Abstract

Objective: Systemic sclerosis (SSc) is a disorder characterized by a massive vascular involvement. Imaging biomarkers of vascular involvement in SSc may have potential clinical implications for prediction of the pathogenesis of vascular complications. This study is aimed at identifying possible patterns of vascular wall disarray and remodeling in radial arteries of SSc patients, by means of ultrahigh frequency ultrasound (UHFUS). Design and method: 5 end-diastolic frames of the right radial arteries of 41 patients with SSc and 41 healthy controls were obtained by VevoMD (70 MHz probe, FUJIFILM, VisualSonics, Toronto, Canada). 74 radiomic features and 4 engineered parameters were extracted: inner and outer layer thickness, and presence of adjunctive acoustic interfaces (triple signal). A feature selection algorithm was applied to reduce the number of features. The selected features were used to train classification model, using Linear Support Vector Machine (SVM). Results: The SVM classification model showed good performance (sensitivity = 0.63, specificity = 0.88, accuracy = 0.75, AUC = 0.75) to discriminate SSc patients from controls using fifteen selected features. Inner layer (208±61 vs 179±47 μm, p = 0.04) and outer layer thickness (104±22 vs 120±36 μm, p = 0.03) were significantly higher in SSc than in controls, triple signal pattern more frequent in patients (p = 0.002). Conclusions: Wall ultrastructure of radial arteries of SSc patients is altered: inner and outer layer thickened, showing frequently a triple signal pattern. Radiomic approach allow to distinguish between radial images from SSc patients and controls with a 75% accuracy.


#### What is required:
If a line in the entries below includes the string "globe", copy it out.

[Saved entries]

┏━━

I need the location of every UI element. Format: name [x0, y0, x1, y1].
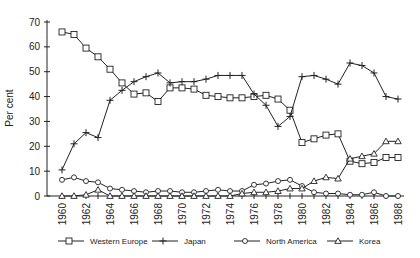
data-point-western-europe [95, 54, 101, 60]
data-point-japan [335, 81, 342, 88]
legend-label: Japan [184, 237, 206, 246]
legend-marker-western-europe [66, 238, 72, 244]
data-point-western-europe [359, 161, 365, 167]
line-chart: 010203040506070 196019621964196619681970… [0, 0, 420, 258]
legend-item-japan: Japan [152, 237, 206, 246]
y-axis-label: Per cent [4, 89, 15, 126]
data-point-north-america [288, 177, 293, 182]
data-point-japan [347, 60, 354, 67]
data-point-western-europe [227, 95, 233, 101]
data-point-japan [95, 134, 102, 141]
data-point-japan [359, 62, 366, 69]
x-tick-label: 1978 [273, 203, 284, 226]
data-point-north-america [336, 191, 341, 196]
data-point-western-europe [71, 31, 77, 37]
y-tick-label: 60 [29, 41, 41, 52]
data-point-western-europe [395, 154, 401, 160]
x-tick-label: 1968 [153, 203, 164, 226]
data-point-japan [227, 72, 234, 79]
data-point-korea [95, 187, 101, 193]
data-point-japan [395, 96, 402, 103]
x-tick-label: 1976 [249, 203, 260, 226]
x-tick-label: 1984 [345, 203, 356, 226]
data-point-north-america [360, 192, 365, 197]
data-point-japan [131, 78, 138, 85]
data-point-korea [323, 174, 329, 180]
data-point-japan [323, 76, 330, 83]
data-point-north-america [264, 181, 269, 186]
data-point-north-america [60, 177, 65, 182]
data-point-north-america [324, 191, 329, 196]
data-point-north-america [120, 187, 125, 192]
y-tick-label: 70 [29, 17, 41, 28]
legend-label: Korea [359, 237, 381, 246]
series-line-japan [62, 63, 398, 170]
data-point-western-europe [107, 66, 113, 72]
x-tick-label: 1974 [225, 203, 236, 226]
data-point-north-america [396, 194, 401, 199]
x-tick-label: 1966 [129, 203, 140, 226]
legend-item-north-america: North America [234, 237, 317, 246]
data-point-western-europe [311, 136, 317, 142]
legend-marker-north-america [243, 239, 248, 244]
data-point-japan [383, 93, 390, 100]
legend-item-western-europe: Western Europe [58, 237, 148, 246]
legend: Western EuropeJapanNorth AmericaKorea [58, 237, 381, 246]
data-point-western-europe [215, 94, 221, 100]
data-point-western-europe [119, 80, 125, 86]
data-point-north-america [84, 179, 89, 184]
x-tick-label: 1960 [57, 203, 68, 226]
data-point-japan [143, 73, 150, 80]
x-tick-label: 1970 [177, 203, 188, 226]
data-point-japan [203, 76, 210, 83]
data-point-western-europe [191, 86, 197, 92]
data-point-japan [371, 69, 378, 76]
data-point-western-europe [335, 131, 341, 137]
data-point-japan [311, 72, 318, 79]
x-tick-label: 1980 [297, 203, 308, 226]
x-tick-label: 1986 [369, 203, 380, 226]
data-point-japan [191, 78, 198, 85]
data-point-japan [215, 72, 222, 79]
data-point-north-america [372, 190, 377, 195]
x-tick-label: 1972 [201, 203, 212, 226]
x-tick-label: 1962 [81, 203, 92, 226]
axes [47, 20, 404, 196]
data-point-north-america [252, 182, 257, 187]
x-tick-label: 1988 [393, 203, 404, 226]
data-point-north-america [72, 175, 77, 180]
y-tick-label: 40 [29, 91, 41, 102]
data-point-japan [239, 72, 246, 79]
data-point-japan [179, 78, 186, 85]
data-point-western-europe [239, 95, 245, 101]
data-point-japan [59, 166, 66, 173]
legend-marker-japan [160, 238, 167, 245]
legend-label: North America [266, 237, 317, 246]
data-point-western-europe [59, 29, 65, 35]
data-point-western-europe [383, 154, 389, 160]
data-point-north-america [108, 186, 113, 191]
data-point-western-europe [179, 85, 185, 91]
data-point-north-america [276, 179, 281, 184]
legend-item-korea: Korea [327, 237, 381, 246]
data-point-western-europe [143, 90, 149, 96]
data-point-western-europe [263, 92, 269, 98]
data-point-western-europe [275, 96, 281, 102]
data-point-western-europe [371, 159, 377, 165]
data-point-north-america [348, 192, 353, 197]
data-point-western-europe [203, 92, 209, 98]
data-point-north-america [216, 187, 221, 192]
y-tick-label: 50 [29, 66, 41, 77]
x-tick-label: 1982 [321, 203, 332, 226]
data-point-western-europe [155, 99, 161, 105]
data-point-western-europe [83, 45, 89, 51]
y-tick-label: 30 [29, 116, 41, 127]
y-tick-label: 20 [29, 141, 41, 152]
legend-label: Western Europe [90, 237, 148, 246]
data-point-japan [299, 73, 306, 80]
y-tick-label: 10 [29, 166, 41, 177]
data-point-western-europe [299, 140, 305, 146]
data-point-north-america [312, 190, 317, 195]
data-point-western-europe [131, 91, 137, 97]
x-tick-label: 1964 [105, 203, 116, 226]
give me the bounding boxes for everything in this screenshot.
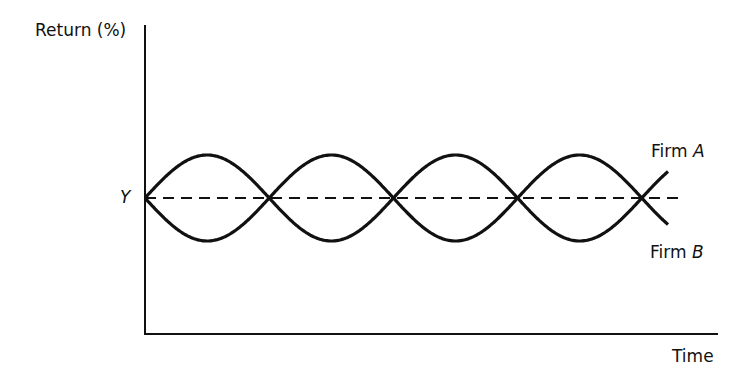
- chart-canvas: [0, 0, 756, 386]
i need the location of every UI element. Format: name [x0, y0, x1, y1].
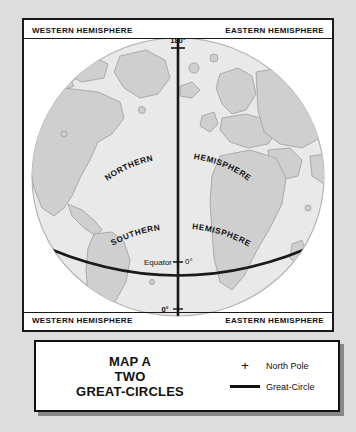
- legend-label-north-pole: North Pole: [266, 361, 309, 371]
- corner-label-southeast: EASTERN HEMISPHERE: [225, 316, 324, 325]
- corner-label-northwest: WESTERN HEMISPHERE: [32, 26, 133, 35]
- land-island-c: [139, 107, 146, 114]
- land-island-a: [189, 63, 199, 73]
- landmasses: [26, 38, 332, 317]
- equator-degree-label: 0°: [185, 257, 193, 266]
- legend-box: MAP A TWO GREAT-CIRCLES + North Pole Gre…: [34, 340, 340, 412]
- great-circle-line-icon: [224, 385, 266, 388]
- legend-row-north-pole: + North Pole: [224, 361, 338, 371]
- legend-row-great-circle: Great-Circle: [224, 382, 338, 392]
- globe-svg: 180° 0° Equator 0° NORTHERN HEMISPHERE: [24, 38, 332, 317]
- land-island-d: [305, 205, 311, 211]
- globe-illustration: 180° 0° Equator 0° NORTHERN HEMISPHERE: [24, 38, 332, 317]
- north-pole-plus-icon: +: [224, 361, 266, 370]
- legend-title-line1: MAP A: [40, 354, 220, 369]
- corner-label-northeast: EASTERN HEMISPHERE: [225, 26, 324, 35]
- page-background: WESTERN HEMISPHERE EASTERN HEMISPHERE WE…: [0, 0, 356, 432]
- land-island-e: [317, 227, 322, 232]
- meridian-top-label: 180°: [170, 38, 186, 45]
- legend-title-line3: GREAT-CIRCLES: [40, 384, 220, 399]
- legend-label-great-circle: Great-Circle: [266, 382, 315, 392]
- land-island-h: [61, 131, 67, 137]
- top-divider-rule: [24, 38, 332, 39]
- land-island-f: [267, 291, 273, 297]
- legend-title-line2: TWO: [40, 369, 220, 384]
- legend-key-list: + North Pole Great-Circle: [220, 361, 338, 392]
- equator-label: Equator: [144, 258, 172, 267]
- land-island-g: [149, 279, 154, 284]
- bottom-divider-rule: [24, 312, 332, 313]
- corner-label-southwest: WESTERN HEMISPHERE: [32, 316, 133, 325]
- map-frame: WESTERN HEMISPHERE EASTERN HEMISPHERE WE…: [22, 18, 334, 332]
- legend-title: MAP A TWO GREAT-CIRCLES: [36, 354, 220, 399]
- land-island-b: [210, 54, 218, 62]
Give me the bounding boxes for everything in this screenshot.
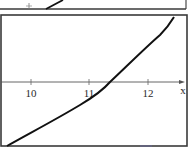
axis-label-x: x [180, 84, 186, 96]
chart-canvas: 10 11 12 x [0, 0, 189, 149]
top-panel-curve [46, 0, 63, 9]
top-panel [0, 0, 186, 9]
tick-label-10: 10 [26, 87, 38, 99]
bottom-panel: 10 11 12 x [1, 15, 187, 146]
tick-label-12: 12 [143, 87, 154, 99]
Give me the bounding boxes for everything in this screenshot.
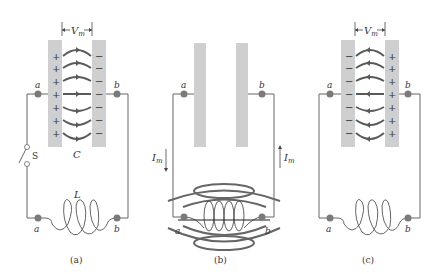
node-a-bottom bbox=[327, 215, 334, 222]
svg-text:+: + bbox=[388, 51, 396, 62]
caption-a: (a) bbox=[70, 255, 82, 265]
inductor-coil bbox=[38, 199, 117, 234]
svg-text:−: − bbox=[345, 102, 353, 113]
panel-c: Vm −−−−−−− +++++++ bbox=[319, 22, 420, 265]
svg-text:Im: Im bbox=[151, 152, 163, 165]
switch: S bbox=[19, 145, 38, 167]
capacitor-label: C bbox=[73, 149, 81, 160]
svg-text:+: + bbox=[52, 89, 60, 100]
node-b-label: b bbox=[114, 80, 120, 90]
node-b-label: b bbox=[405, 80, 411, 90]
voltage-dimension: Vm bbox=[62, 22, 92, 38]
svg-text:+: + bbox=[388, 63, 396, 74]
node-a-top bbox=[181, 91, 188, 98]
switch-label: S bbox=[32, 151, 38, 161]
svg-text:Im: Im bbox=[283, 152, 295, 165]
voltage-dimension: Vm bbox=[355, 22, 385, 38]
svg-text:+: + bbox=[52, 51, 60, 62]
node-b-bottom bbox=[405, 215, 412, 222]
svg-text:−: − bbox=[95, 115, 103, 126]
node-b-bottom-label: b bbox=[114, 224, 120, 234]
svg-text:−: − bbox=[95, 128, 103, 139]
current-arrow-right: Im bbox=[278, 145, 295, 168]
node-a-label: a bbox=[181, 80, 186, 90]
panel-b: a b Im Im bbox=[151, 43, 295, 265]
voltage-label: Vm bbox=[71, 25, 85, 38]
node-a-label: a bbox=[35, 80, 40, 90]
node-b-top bbox=[405, 91, 412, 98]
node-b-bottom bbox=[259, 214, 266, 221]
node-a-bottom-label: a bbox=[175, 226, 180, 236]
capacitor-left-plate bbox=[194, 43, 206, 147]
svg-text:+: + bbox=[52, 76, 60, 87]
node-a-top bbox=[327, 91, 334, 98]
svg-text:+: + bbox=[388, 102, 396, 113]
svg-text:+: + bbox=[388, 76, 396, 87]
caption-c: (c) bbox=[362, 255, 374, 265]
svg-text:+: + bbox=[52, 128, 60, 139]
svg-text:−: − bbox=[95, 76, 103, 87]
capacitor-right-plate bbox=[236, 43, 248, 147]
node-b-top bbox=[114, 91, 121, 98]
panel-a: Vm +++++++ −−−−−−− C bbox=[19, 22, 128, 265]
node-a-bottom-label: a bbox=[34, 224, 39, 234]
inductor-coil bbox=[330, 199, 408, 234]
svg-text:−: − bbox=[345, 128, 353, 139]
svg-text:−: − bbox=[345, 63, 353, 74]
inductor-coil bbox=[184, 201, 262, 231]
node-a-bottom bbox=[181, 214, 188, 221]
svg-text:+: + bbox=[388, 128, 396, 139]
svg-text:−: − bbox=[95, 63, 103, 74]
node-a-label: a bbox=[327, 80, 332, 90]
svg-text:−: − bbox=[95, 89, 103, 100]
inductor-label: L bbox=[73, 189, 81, 200]
svg-text:−: − bbox=[95, 102, 103, 113]
svg-text:−: − bbox=[345, 51, 353, 62]
node-a-bottom-label: a bbox=[326, 224, 331, 234]
lc-circuit-diagram: Vm +++++++ −−−−−−− C bbox=[0, 0, 437, 274]
caption-b: (b) bbox=[214, 255, 227, 265]
svg-text:+: + bbox=[388, 115, 396, 126]
svg-text:+: + bbox=[52, 102, 60, 113]
node-b-bottom-label: b bbox=[265, 226, 271, 236]
svg-text:−: − bbox=[345, 115, 353, 126]
node-b-bottom bbox=[114, 215, 121, 222]
voltage-label: Vm bbox=[364, 25, 378, 38]
node-a-bottom bbox=[35, 215, 42, 222]
svg-text:−: − bbox=[345, 89, 353, 100]
node-a-top bbox=[35, 91, 42, 98]
node-b-top bbox=[259, 91, 266, 98]
svg-text:−: − bbox=[95, 51, 103, 62]
current-arrow-left: Im bbox=[151, 149, 168, 172]
svg-text:+: + bbox=[388, 89, 396, 100]
svg-text:+: + bbox=[52, 115, 60, 126]
svg-text:−: − bbox=[345, 76, 353, 87]
node-b-label: b bbox=[259, 80, 265, 90]
node-b-bottom-label: b bbox=[405, 224, 411, 234]
svg-text:+: + bbox=[52, 63, 60, 74]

┗━━

#### Answer to the exercise:
- globe-svg: 180° 0° Equator 0° NORTHERN HEMISPHERE: [24, 38, 332, 317]
- globe-illustration: 180° 0° Equator 0° NORTHERN HEMISPHERE: [24, 38, 332, 317]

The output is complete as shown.